Wednesday, March 11, 2009
Mahler & Me
I came late to Mahler. Despite learning to play an instrument from the age of 9, and pursuing my interest in music through to a degree in Music Theory & Composition, with even a few years as a professional musician (before cowardly deciding to earn my living through other means), I didn’t really discover Mahler until I was 45 (in 2008).
I think this due to some intimidation regarding what I’d heard about the length of his symphonies, and some idea that they would just be heavy, Germanic, bombastic, and not particularly harmonically interesting. I don’t know where I got this idea from – but I was wrong! (Well, right about the length, but not the other points).

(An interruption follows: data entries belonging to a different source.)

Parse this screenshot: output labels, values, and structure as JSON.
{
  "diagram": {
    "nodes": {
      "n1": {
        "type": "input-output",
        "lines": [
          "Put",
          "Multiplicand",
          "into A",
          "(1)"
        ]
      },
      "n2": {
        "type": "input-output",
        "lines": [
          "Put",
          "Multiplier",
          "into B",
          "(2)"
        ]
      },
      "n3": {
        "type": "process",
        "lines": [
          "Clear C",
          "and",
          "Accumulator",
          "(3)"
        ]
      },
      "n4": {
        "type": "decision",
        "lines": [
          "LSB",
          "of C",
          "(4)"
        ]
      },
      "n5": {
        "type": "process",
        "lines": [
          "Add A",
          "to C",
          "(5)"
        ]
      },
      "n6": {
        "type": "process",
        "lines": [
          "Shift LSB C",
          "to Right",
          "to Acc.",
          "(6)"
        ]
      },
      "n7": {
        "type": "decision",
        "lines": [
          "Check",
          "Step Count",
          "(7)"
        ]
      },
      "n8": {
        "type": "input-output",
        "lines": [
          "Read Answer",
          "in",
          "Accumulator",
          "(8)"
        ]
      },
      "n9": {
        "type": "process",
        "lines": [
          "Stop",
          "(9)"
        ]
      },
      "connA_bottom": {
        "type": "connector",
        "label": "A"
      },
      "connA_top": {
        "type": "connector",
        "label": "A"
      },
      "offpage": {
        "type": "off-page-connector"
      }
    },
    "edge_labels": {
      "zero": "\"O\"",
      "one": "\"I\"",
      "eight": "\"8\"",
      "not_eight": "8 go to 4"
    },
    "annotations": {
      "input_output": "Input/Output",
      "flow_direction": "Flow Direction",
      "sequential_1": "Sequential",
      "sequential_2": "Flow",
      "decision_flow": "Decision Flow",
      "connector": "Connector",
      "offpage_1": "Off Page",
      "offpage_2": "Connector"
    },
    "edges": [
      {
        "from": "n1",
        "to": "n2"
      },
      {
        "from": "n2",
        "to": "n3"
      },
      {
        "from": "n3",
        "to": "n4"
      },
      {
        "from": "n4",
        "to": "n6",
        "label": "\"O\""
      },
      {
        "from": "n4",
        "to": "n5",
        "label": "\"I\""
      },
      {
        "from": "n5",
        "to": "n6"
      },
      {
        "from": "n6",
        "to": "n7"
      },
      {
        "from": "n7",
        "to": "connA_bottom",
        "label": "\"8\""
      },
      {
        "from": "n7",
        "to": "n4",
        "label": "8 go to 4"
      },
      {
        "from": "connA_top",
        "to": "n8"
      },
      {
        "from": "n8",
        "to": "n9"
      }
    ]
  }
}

The revelation came to me when listening one day to the BBC Radio 4 programme ‘Desert Island Discs’, where a person of note gets to select the 8 tracks they’d like to have with them if they were shipwrecked indefinitely on a desert island.
One day last year they had a film composer on (sorry, I can’t remember who) and his playlist sounded like it could have come from me! There was an eclectic mix of jazz & classical, Miles & Bach, just my sort of stuff – and then he played the Adagietto from Mahler’s 5th symphony: one of the most beautiful pieces of music I’ve ever heard.

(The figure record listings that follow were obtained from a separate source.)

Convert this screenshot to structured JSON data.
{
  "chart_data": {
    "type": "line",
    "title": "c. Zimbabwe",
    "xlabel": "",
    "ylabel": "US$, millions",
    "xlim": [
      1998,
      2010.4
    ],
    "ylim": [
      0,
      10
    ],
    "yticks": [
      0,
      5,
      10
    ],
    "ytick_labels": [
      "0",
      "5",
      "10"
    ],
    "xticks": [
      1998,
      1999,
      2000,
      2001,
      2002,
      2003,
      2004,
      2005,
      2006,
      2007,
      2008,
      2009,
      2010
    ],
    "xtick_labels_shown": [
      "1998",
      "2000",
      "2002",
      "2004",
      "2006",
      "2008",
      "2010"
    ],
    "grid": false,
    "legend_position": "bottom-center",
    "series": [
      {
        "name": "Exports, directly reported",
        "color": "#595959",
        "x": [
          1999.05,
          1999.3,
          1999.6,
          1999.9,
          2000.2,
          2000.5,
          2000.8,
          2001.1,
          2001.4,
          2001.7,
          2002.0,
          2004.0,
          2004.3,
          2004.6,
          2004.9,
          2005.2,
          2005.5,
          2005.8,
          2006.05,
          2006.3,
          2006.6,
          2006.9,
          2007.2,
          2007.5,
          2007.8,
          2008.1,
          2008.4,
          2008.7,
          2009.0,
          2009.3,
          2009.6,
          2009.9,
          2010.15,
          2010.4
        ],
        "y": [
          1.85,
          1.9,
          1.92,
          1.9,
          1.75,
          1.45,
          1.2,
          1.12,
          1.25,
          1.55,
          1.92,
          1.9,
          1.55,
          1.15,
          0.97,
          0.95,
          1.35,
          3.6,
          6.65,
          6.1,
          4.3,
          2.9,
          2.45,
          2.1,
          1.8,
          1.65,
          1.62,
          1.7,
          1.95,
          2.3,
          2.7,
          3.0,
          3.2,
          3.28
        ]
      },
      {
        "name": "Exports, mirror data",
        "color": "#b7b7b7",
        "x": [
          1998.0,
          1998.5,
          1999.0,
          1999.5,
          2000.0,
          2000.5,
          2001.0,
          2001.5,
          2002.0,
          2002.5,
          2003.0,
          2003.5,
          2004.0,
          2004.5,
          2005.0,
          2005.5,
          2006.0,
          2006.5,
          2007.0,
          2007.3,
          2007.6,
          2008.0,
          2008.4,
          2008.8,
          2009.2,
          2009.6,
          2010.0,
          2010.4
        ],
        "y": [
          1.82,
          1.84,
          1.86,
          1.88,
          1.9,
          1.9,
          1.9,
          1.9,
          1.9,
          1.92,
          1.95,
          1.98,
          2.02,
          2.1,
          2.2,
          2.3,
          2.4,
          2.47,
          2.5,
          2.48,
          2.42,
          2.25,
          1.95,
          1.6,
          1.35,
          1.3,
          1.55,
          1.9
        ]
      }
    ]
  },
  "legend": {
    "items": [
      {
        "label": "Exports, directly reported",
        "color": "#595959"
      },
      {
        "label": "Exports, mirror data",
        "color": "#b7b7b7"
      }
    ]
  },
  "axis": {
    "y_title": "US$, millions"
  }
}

And from that, my curiosity was peaked, and I’ve spent the time since then gathering recordings of all his symphonies, as well as several study/full scores to read & follow, and most of the acclaimed biographies and books about him (eg: The Mahler Companion, Adorno’s work, etc.). So now I feel I have a pretty good overview of the man & his music.
I think this due to some intimidation regarding what I’d heard about the length of his symphonies, and some idea that they would just be heavy, Germanic, bombastic, and not particularly harmonically interesting. I don’t know where I got this idea from – but I was wrong! (Well, right about the length, but not the other points).

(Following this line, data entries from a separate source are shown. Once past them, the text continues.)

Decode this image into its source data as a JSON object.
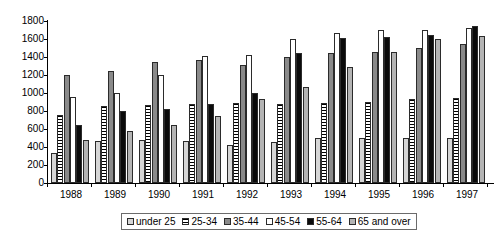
{
  "chart_data": {
    "type": "bar",
    "title": "",
    "subtitle": "",
    "xlabel": "",
    "ylabel": "",
    "categories": [
      "1988",
      "1989",
      "1990",
      "1991",
      "1992",
      "1993",
      "1994",
      "1995",
      "1996",
      "1997"
    ],
    "ylim": [
      0,
      1800
    ],
    "yticks": [
      0,
      200,
      400,
      600,
      800,
      1000,
      1200,
      1400,
      1600,
      1800
    ],
    "grid": false,
    "legend_position": "bottom",
    "series": [
      {
        "name": "under 25",
        "color": "#d6d6d6",
        "pattern": "solid-light-gray",
        "values": [
          330,
          470,
          480,
          470,
          420,
          460,
          500,
          500,
          500,
          500
        ]
      },
      {
        "name": "25-34",
        "color": "#ffffff",
        "pattern": "horizontal-stripes",
        "values": [
          760,
          860,
          870,
          880,
          890,
          880,
          890,
          900,
          930,
          950
        ]
      },
      {
        "name": "35-44",
        "color": "#8a8a8a",
        "pattern": "solid-dark-gray",
        "values": [
          1200,
          1250,
          1340,
          1370,
          1310,
          1400,
          1450,
          1460,
          1500,
          1540
        ]
      },
      {
        "name": "45-54",
        "color": "#ffffff",
        "pattern": "solid-white",
        "values": [
          960,
          1000,
          1200,
          1410,
          1420,
          1600,
          1670,
          1700,
          1700,
          1720
        ]
      },
      {
        "name": "55-64",
        "color": "#0b0b0b",
        "pattern": "solid-black",
        "values": [
          640,
          800,
          820,
          880,
          1000,
          1450,
          1610,
          1620,
          1650,
          1740
        ]
      },
      {
        "name": "65 and over",
        "color": "#b4b4b4",
        "pattern": "solid-medium-gray",
        "values": [
          480,
          580,
          650,
          750,
          930,
          1070,
          1290,
          1460,
          1600,
          1630
        ]
      }
    ]
  },
  "legend": {
    "items": [
      {
        "label": "under 25"
      },
      {
        "label": "25-34"
      },
      {
        "label": "35-44"
      },
      {
        "label": "45-54"
      },
      {
        "label": "55-64"
      },
      {
        "label": "65 and over"
      }
    ]
  }
}
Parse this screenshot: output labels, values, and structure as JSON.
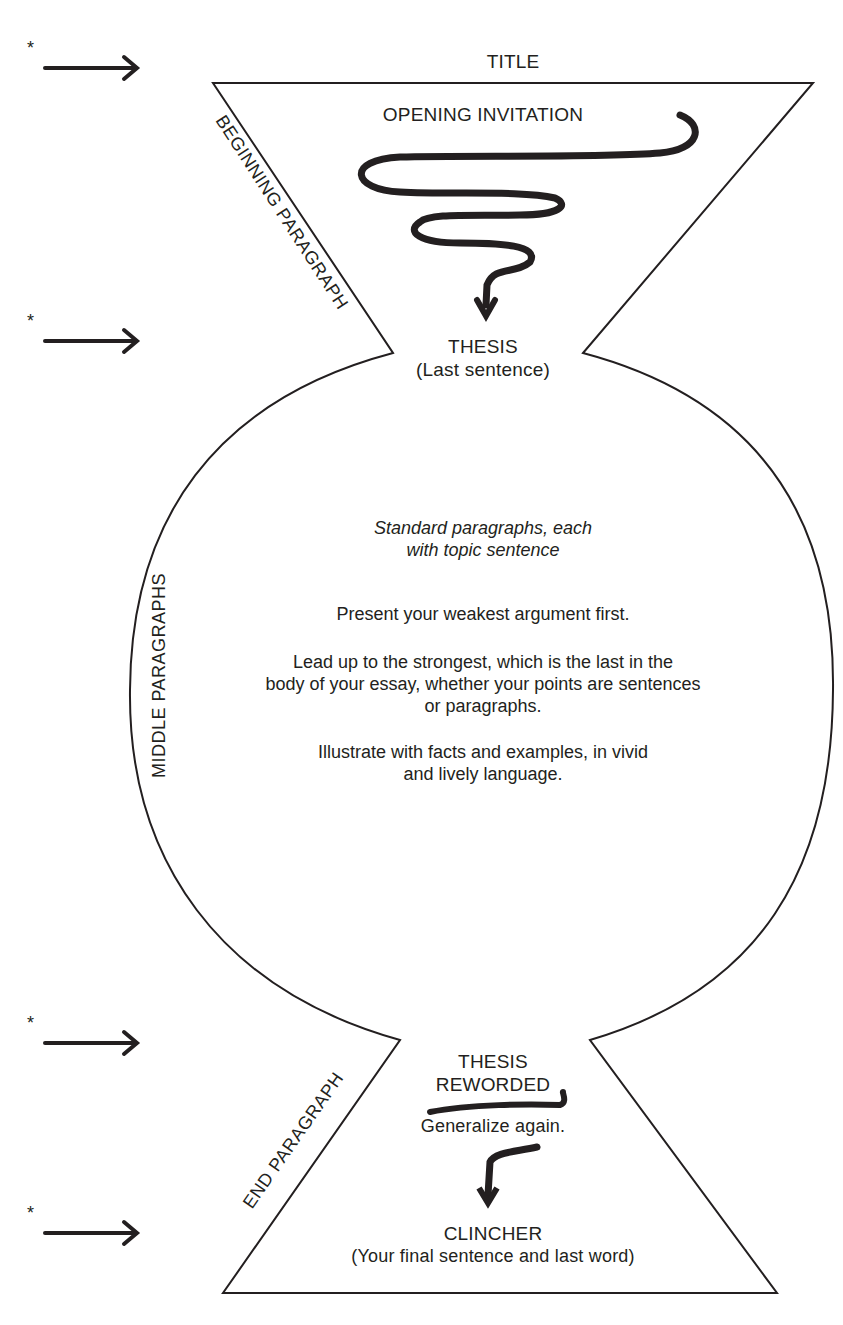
{
  "diagram": {
    "title": "TITLE",
    "beginning": {
      "side_label": "BEGINNING PARAGRAPH",
      "opening": "OPENING INVITATION",
      "thesis": "THESIS",
      "thesis_note": "(Last sentence)"
    },
    "middle": {
      "side_label": "MIDDLE PARAGRAPHS",
      "lines": [
        {
          "text": "Standard paragraphs, each\nwith topic sentence",
          "style": "italic"
        },
        {
          "text": "Present your weakest argument first.",
          "style": "normal"
        },
        {
          "text": "Lead up to the strongest, which is the last in the\nbody of your essay, whether your points are sentences\nor paragraphs.",
          "style": "normal"
        },
        {
          "text": "Illustrate with facts and examples, in vivid\nand lively language.",
          "style": "normal"
        }
      ]
    },
    "end": {
      "side_label": "END PARAGRAPH",
      "thesis_reworded_1": "THESIS",
      "thesis_reworded_2": "REWORDED",
      "generalize": "Generalize again.",
      "clincher": "CLINCHER",
      "clincher_note": "(Your final sentence and last word)"
    },
    "markers": [
      {
        "symbol": "*",
        "icon": "arrow-right-icon"
      },
      {
        "symbol": "*",
        "icon": "arrow-right-icon"
      },
      {
        "symbol": "*",
        "icon": "arrow-right-icon"
      },
      {
        "symbol": "*",
        "icon": "arrow-right-icon"
      }
    ],
    "colors": {
      "ink": "#231f20",
      "background": "#ffffff"
    }
  }
}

The revelation came to me when listening one day to the BBC Radio 4 programme ‘Desert Island Discs’, where a person of note gets to select the 8 tracks they’d like to have with them if they were shipwrecked indefinitely on a desert island.
One day last year they had a film composer on (sorry, I can’t remember who) and his playlist sounded like it could have come from me! There was an eclectic mix of jazz & classical, Miles & Bach, just my sort of stuff – and then he played the Adagietto from Mahler’s 5th symphony: one of the most beautiful pieces of music I’ve ever heard.
And from that, my curiosity was peaked, and I’ve spent the time since then gathering recordings of all his symphonies, as well as several study/full scores to read & follow, and most of the acclaimed biographies and books about him (eg: The Mahler Companion, Adorno’s work, etc.). So now I feel I have a pretty good overview of the man & his music.